Several other potential bidders -- Mexican businessman Ricardo Salinas Pliego and Golden Gate Capital -- were interested in the chain, but Circuit City’s $2.3 billion debt, coupled with an uncertain future even under a new owner, forced creditors to push for liquidation, analysts said.

“Even if you made it a small company and did all the right things, you would still have that big debt burden,” said Andrew Abrams, an analyst at Avian Securities. “That would just eat up everything they could make. You would end up with a declining asset with an increasing percentage of debt no matter what happens. The creditors were just a little stronger than Circuit thought they would be.”

Circuit City’s liquidation marks a startling fall for a retailer that in the mid-1990s had the upper hand on Best Buy, which at the time was struggling financially and had violated covenants on its loan agreements. But Best Buy retrenched, hired Anderson Consulting, and reemerged as a stronger chain. Meanwhile, Circuit City used its cash to venture into used cars with CarMax and buy a majority share in the Digital Video Express conditional-access DVD venture, which the chain called Divx for short. It spun off CarMax and later closed down Divx, but Circuit City critics have argued those forays marked the beginning of the end for the chain because they took management’s eye off the ball. In the years leading up to its filing for bankruptcy in November, Circuit City dropped major appliances, fired 3,400 of its highest paid sales associates, acquired the InterTAN chain in Canada and struggled to revamp an aging point-of- sale software system.

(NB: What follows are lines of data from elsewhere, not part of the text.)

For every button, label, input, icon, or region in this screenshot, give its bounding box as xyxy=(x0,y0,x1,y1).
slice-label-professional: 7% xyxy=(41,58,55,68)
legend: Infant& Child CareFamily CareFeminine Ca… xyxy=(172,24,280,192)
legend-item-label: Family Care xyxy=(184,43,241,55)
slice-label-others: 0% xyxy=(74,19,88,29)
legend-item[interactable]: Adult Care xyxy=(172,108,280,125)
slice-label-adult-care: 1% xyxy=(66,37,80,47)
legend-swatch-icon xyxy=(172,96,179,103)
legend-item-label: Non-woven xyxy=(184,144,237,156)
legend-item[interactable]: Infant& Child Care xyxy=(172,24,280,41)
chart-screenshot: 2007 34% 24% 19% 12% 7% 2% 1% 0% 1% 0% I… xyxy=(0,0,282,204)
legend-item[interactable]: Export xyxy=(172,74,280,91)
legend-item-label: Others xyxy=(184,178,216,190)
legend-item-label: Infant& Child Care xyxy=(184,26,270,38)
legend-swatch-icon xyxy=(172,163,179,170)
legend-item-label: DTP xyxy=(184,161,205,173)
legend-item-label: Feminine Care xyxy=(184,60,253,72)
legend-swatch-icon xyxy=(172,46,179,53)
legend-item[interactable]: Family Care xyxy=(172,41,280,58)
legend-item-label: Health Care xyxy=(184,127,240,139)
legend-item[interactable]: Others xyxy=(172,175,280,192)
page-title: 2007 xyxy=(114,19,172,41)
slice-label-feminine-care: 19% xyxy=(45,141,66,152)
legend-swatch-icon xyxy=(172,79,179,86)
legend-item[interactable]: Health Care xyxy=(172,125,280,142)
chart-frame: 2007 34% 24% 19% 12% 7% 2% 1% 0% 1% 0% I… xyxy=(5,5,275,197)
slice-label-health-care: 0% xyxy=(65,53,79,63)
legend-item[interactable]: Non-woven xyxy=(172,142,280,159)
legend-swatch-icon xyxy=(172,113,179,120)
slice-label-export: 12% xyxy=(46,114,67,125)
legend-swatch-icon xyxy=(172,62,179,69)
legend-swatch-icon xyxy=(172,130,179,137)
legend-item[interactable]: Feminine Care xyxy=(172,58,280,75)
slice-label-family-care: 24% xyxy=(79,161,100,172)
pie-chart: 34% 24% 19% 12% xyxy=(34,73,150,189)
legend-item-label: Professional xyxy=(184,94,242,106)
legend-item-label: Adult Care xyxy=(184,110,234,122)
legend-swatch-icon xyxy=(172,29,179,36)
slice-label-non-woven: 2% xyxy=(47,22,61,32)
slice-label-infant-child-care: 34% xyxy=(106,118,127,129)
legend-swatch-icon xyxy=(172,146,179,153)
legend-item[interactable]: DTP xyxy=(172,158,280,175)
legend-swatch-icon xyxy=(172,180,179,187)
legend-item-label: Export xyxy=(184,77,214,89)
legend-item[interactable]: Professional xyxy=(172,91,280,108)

“In 1996, everybody thought Best Buy was done and Circuit City had won, but Best Buy dodged that bullet and 13 years later look where we are,” said David Workman, executive director of the PRO Buying Group, who was a senior executive at Ultimate Electronics at the time. “Circuit sort of took their focus off the core business that gave them the money to go play with CarMax, Divx and other things. Then it was ill- timed decisions related to appliances and they didn’t pay themselves back when they divested CarMax.”

The likely beneficiary of Circuit City’s liquidation will be Best Buy, which as a result could see a 7 percent benefit in same-store sales in the fiscal year ending February 2010, said Jack Murphy, an analyst at William Blair & Co. Regional chains also stand to gain as they face one less competitor, dealers said. In the Atlanta market, BrandsMart’s two stores have posted increased revenue since Circuit City closed there last fall, President Michael Perlman said. No regional CE chains are likely to emerge within the next year as a viable national competitor to Best Buy, dealers we polled said. Wal-Mart might well continue to rival Best Buy in some categories, but it competes for different customers than those who shop Best Buy, retailers said. “We probably need fewer players in the market right now and that will make the pie bigger” for those dealers that survive, Perlman said.

“Clearly the industry doesn’t have another name like Circuit’s right now and what will likely happen is everybody gets a piece,” of its business, Workman said. “Much like when CompUSA went away on the computer side, everybody picked up some piece of that business.” CompUSA closed the last of its stores in 2008.

Circuit City’s liquidation also will unleash a flood of vacant stores on a market already drowning in abandoned store fronts. Last year, a raft of retailers including Boscov’s, Sharper Image, Mervyns, Linens ‘n Things, Whitehall Jewelers and Steve & Barry’s filed for bankruptcy. Boscov’s has since reemerged, but last week Goody’s Family Clothing and Gottschalks Inc. filed. Many other retailers are expected to follow as they run short of working capital or can’t finance their debt, analysts said. The retailers that remain will weigh expansion plans carefully and are likely to drive a hard bargain to lease space, they said.